Why are we born into hands that harden before they hold us?
Why do we inherit shame before we inherit love?
Why must we fight to be seen, to be soft, to be whole?”
And the Sage answered:
It did not begin with you.
It did not even begin with them.
Look higher.
Above the lineage of your ancestors,
there is a thread—black as tar, thick as oil,
dripping from a sky that once held only stars.
It is woven from the oldest hunger,
a force with no body, yet all bodies belong to it.
It was not born from nature, nor the gods,
but from the hands of men—
greed upon greed, grasp upon grasp,
the desire to own what was never theirs to take.
This is the creator of Samsara.
Not an all-seeing eye, not a vengeful god,
but a hunger that once whispered—
"More. More. More."
And men listened.
And men obeyed.
And what was once free was divided.
What was once shared was sold.
And what could not be owned—
time, the body, the breath, the soul—
was turned into something that could be bought.
And this was called progress.
And this was called civilization.
And those who could not keep up with the machine
were crushed beneath it.
This is the world you were born into.
A world where the thread tightens before you can walk,
presses shoulders down before they can rise,
teaches hands to clench before they can open.
Where to survive means to forget,
and to remember means to suffer.
And the Seer asked, “Then what of our ancestors?”
"Did they choose this? Did they become this?"
And the Sage answered:
Some resisted, but resistance has a cost.
Some knelt before the black thread
because to stand would mean to starve.
Some bowed their heads and called it faith.

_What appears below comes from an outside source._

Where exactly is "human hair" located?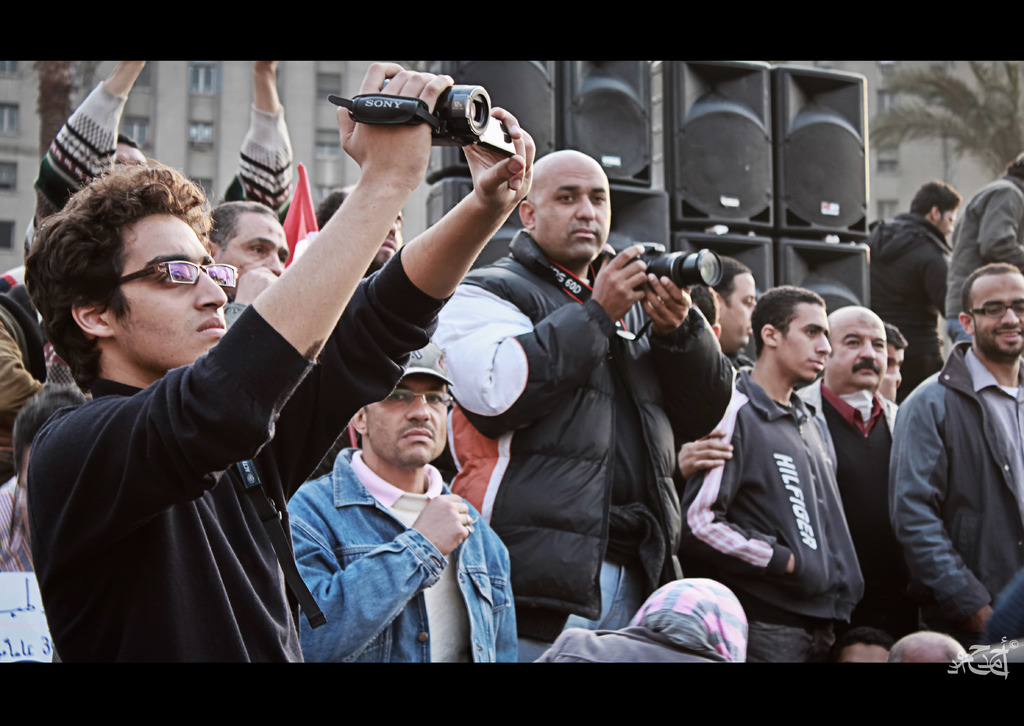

Some broke before they could be broken.
And some—
some became the hands that shaped the world this way,
not because they were born cruel,
but because they were taught that cruelty was survival.
And so, when they struck,
when they silenced,
when they swallowed their sorrow
and spit it out as discipline,
know this—
It was never meant to be this way.
But how do you fight what you cannot see?
How do you unmake a cage
when you believe it is the sky?
Then the Warrior Spoke
"Enough."
The voice was not gentle like the Sage,
nor searching like the Seer.
It was sharp, alive, burning.
"Why do you speak as though this must be endured?"
"Why do you answer as though the only path is to understand?"
"Where is your anger, Sage? Where is your fight, Seer?"
The air cracked as they spoke,
and the black thread shuddered.
"You call this an inheritance? I call it a sickness."
"You say it is ancient? I say it is fragile."
"You say we must remember? I say we must also burn."
And the Seer and the Sage turned,
eyes wide, uncertain.
The Warrior stepped forward,
feet steady, spine unbowed.
Their eyes were alight—not with fire,
but with something deeper.
"Samsara is not a cycle—it is a noose."
"And nooses were made to be cut."
"You want to break the cycle? Then let the cycle end."
And the Seer, for the first time, did not ask.
And the Sage, for the first time, did not explain.
For something in them both had shifted.
For something in the sky had torn.
And the black thread?
It began to fray.
Who is the Warrior?
The Sage represents wisdom.
The Seer represents awakening.
The Warrior is not merely violent.
The Warrior is not merely angry.
The Warrior is the one who refuses.
They are the one who does not bow.
The one who sees Samsara and knows it must be unmade.
The one who is not content with remembering—but insists on destroying.